Identify and Map All Your Data
Find and inventory your private information and high-risk data for a clear, comprehensive view of all the data you store and maintain — not just the data you know about.
The NY SHIELD Act — which went into effect in New York on March 21, 2020 — applies to any person or business that owns or licenses computerized data that includes the private information of a New York resident.
NY SHIELD requires these organizations — referred to as “covered businesses” — to implement and maintain reasonable safeguards that protect the security, confidentiality, and integrity of residents’ private information.
To achieve and maintain full compliance with NY SHIELD, covered businesses must implement and manage data security programs that incorporate “reasonable” safeguards over New Yorkers’ private information.
These security programs must include administrative, technical, and physical protections across the business.
Before the NY SHIELD Act, companies were only obligated to provide data breach notifications under New York’s breach notification law — which only covered organizations that conducted business within New York state.
NY SHIELD expanded the scope of “covered businesses” to “any person or business which owns or licenses computerized data which includes private information” of a resident of New York.
A subset of personal information, “private information” is the type of data regulated by NY SHIELD.
Private information includes combinations of username/password info that would permit access to an online account, biometric data, and account or credit card numbers used without other identifying information.
Companies must be able to classify and correlate private information to find relationships between data points.
NY SHIELD’s mandate that covered businesses incorporate “reasonable administrative safeguards,” requires them to:
“Reasonable technical safeguards” under NY SHIELD require organizations to:
To maintain “reasonable physical safeguards” regulated by NY SHIELD, businesses must:
Violations to NYSHIELD compliance, which are enforced by the New York Attorney General, may result in a civil penalty of up to $5,000 dollars per violation.
To avoid financial penalties and the reputational damage that violating companies face, companies must automate effective reporting on security controls.
Find and inventory your private information and high-risk data for a clear, comprehensive view of all the data you store and maintain — not just the data you know about.
Accurately determine how identifiers like account number, passwords, and biometric data relate to an individual — and view data relationships in a single, catalog view.
Prioritize your most high-risk data, flag data flows that pose risk, continuously monitor activity, and speed up breach notifications in the event of an incident.
Apply advanced machine learning techniques that can automatically inventory private information down to the individual level — by residency, sensitivity, risk, custom classifiers, and more.
Discover all private and regulated information that falls under NY SHIELD — wherever it’s stored across the enterprise
Take an ML-based approach to automatically classify, tag, and discover relationships among high-risk, regulated data.
Remediate sensitive and regulated NY SHIELD data — and manage high-risk data with remediation workflows and audit trails.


* Task details *
Each line of the listing below that includes "denmark" must be copied.
═══ Provided records
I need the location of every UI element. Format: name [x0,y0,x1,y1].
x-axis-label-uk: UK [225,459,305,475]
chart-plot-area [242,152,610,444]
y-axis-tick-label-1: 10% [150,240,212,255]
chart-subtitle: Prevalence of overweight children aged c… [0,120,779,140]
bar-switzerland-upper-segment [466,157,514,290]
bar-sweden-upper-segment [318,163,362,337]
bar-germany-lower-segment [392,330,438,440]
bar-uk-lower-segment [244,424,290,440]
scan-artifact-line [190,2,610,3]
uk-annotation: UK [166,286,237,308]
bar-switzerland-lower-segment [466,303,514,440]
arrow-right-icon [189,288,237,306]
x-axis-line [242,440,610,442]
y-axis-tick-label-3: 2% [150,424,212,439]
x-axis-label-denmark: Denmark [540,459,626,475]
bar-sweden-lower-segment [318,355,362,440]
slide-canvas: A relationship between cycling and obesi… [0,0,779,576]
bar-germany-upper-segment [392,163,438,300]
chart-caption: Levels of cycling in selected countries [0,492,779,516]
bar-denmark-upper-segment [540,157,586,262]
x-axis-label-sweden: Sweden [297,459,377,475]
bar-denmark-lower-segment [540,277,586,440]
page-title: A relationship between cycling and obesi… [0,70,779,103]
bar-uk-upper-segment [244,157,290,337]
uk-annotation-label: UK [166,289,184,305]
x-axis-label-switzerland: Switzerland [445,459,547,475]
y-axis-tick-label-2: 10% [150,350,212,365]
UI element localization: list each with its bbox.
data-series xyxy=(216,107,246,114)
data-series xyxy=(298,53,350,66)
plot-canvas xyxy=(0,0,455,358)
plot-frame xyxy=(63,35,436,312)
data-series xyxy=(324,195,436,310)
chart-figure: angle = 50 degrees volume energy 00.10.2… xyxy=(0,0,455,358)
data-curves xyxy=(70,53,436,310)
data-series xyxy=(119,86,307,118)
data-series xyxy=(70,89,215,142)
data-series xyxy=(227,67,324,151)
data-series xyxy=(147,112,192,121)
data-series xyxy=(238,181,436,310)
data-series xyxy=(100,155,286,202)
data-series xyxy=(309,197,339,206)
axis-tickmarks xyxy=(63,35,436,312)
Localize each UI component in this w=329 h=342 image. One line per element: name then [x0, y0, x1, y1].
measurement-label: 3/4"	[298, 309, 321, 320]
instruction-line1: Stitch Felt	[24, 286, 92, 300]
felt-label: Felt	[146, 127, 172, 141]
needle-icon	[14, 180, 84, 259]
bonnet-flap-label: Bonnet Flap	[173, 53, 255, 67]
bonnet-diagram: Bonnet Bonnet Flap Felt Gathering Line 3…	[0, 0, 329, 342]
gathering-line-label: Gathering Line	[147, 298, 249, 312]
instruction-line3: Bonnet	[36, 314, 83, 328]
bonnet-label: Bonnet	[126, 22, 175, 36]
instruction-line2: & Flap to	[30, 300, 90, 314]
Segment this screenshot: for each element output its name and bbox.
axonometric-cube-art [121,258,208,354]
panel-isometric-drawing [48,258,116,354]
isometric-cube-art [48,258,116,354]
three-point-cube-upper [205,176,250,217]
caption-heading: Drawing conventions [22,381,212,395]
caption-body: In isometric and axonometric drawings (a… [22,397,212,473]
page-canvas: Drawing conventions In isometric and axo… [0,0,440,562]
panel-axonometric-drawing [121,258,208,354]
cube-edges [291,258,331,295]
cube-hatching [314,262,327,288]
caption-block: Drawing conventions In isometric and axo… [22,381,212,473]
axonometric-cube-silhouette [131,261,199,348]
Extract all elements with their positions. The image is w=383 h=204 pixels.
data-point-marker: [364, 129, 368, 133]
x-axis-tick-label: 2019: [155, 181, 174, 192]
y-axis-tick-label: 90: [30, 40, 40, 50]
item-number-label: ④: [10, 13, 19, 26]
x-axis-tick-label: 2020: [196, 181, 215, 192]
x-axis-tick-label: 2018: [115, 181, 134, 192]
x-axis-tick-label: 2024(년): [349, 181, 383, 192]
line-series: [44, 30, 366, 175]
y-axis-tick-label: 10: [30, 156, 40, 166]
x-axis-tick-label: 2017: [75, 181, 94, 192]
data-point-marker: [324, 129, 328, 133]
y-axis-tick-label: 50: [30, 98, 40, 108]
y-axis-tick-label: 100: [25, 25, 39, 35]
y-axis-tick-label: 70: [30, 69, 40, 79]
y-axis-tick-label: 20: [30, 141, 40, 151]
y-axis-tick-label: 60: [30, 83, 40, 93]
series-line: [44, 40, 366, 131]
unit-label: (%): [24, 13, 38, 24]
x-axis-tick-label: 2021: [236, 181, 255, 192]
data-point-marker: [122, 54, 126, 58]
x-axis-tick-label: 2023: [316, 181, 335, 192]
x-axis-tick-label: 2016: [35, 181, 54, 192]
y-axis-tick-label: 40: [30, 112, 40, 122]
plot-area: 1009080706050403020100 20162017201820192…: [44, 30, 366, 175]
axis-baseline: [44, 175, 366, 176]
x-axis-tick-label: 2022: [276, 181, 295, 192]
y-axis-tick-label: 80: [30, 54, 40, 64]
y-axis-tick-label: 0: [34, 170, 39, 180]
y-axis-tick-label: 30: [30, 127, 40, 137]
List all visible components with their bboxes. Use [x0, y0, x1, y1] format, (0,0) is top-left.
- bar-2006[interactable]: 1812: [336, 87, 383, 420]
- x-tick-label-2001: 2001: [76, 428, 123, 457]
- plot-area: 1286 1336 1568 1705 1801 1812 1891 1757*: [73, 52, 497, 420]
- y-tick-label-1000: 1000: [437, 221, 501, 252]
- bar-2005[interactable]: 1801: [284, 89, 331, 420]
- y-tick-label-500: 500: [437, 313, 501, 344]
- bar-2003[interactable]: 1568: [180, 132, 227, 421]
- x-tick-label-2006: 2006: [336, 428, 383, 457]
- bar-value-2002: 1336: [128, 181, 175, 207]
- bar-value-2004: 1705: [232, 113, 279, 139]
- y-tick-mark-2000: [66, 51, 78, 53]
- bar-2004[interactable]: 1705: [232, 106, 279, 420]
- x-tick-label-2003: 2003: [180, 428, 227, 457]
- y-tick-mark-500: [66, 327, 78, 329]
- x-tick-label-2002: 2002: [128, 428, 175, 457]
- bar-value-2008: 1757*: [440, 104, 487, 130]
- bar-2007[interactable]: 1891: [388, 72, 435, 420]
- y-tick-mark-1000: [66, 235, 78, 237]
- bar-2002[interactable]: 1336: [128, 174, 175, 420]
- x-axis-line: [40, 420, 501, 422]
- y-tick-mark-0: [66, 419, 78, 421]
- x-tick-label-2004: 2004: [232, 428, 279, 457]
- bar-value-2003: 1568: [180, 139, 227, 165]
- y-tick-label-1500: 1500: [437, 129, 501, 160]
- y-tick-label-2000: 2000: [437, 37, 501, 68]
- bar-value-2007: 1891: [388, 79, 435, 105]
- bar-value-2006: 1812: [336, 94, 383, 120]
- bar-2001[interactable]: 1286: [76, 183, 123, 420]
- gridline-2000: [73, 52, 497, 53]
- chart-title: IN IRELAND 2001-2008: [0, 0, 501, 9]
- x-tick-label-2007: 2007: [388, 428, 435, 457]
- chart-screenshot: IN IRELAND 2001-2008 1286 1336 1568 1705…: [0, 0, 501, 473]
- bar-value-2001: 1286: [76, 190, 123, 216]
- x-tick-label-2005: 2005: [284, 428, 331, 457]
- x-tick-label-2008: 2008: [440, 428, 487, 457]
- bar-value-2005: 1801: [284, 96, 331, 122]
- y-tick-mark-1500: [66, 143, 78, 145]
══════
* Exercise solution *
x-axis-label-denmark: Denmark [540,459,626,475]
bar-denmark-upper-segment [540,157,586,262]
bar-denmark-lower-segment [540,277,586,440]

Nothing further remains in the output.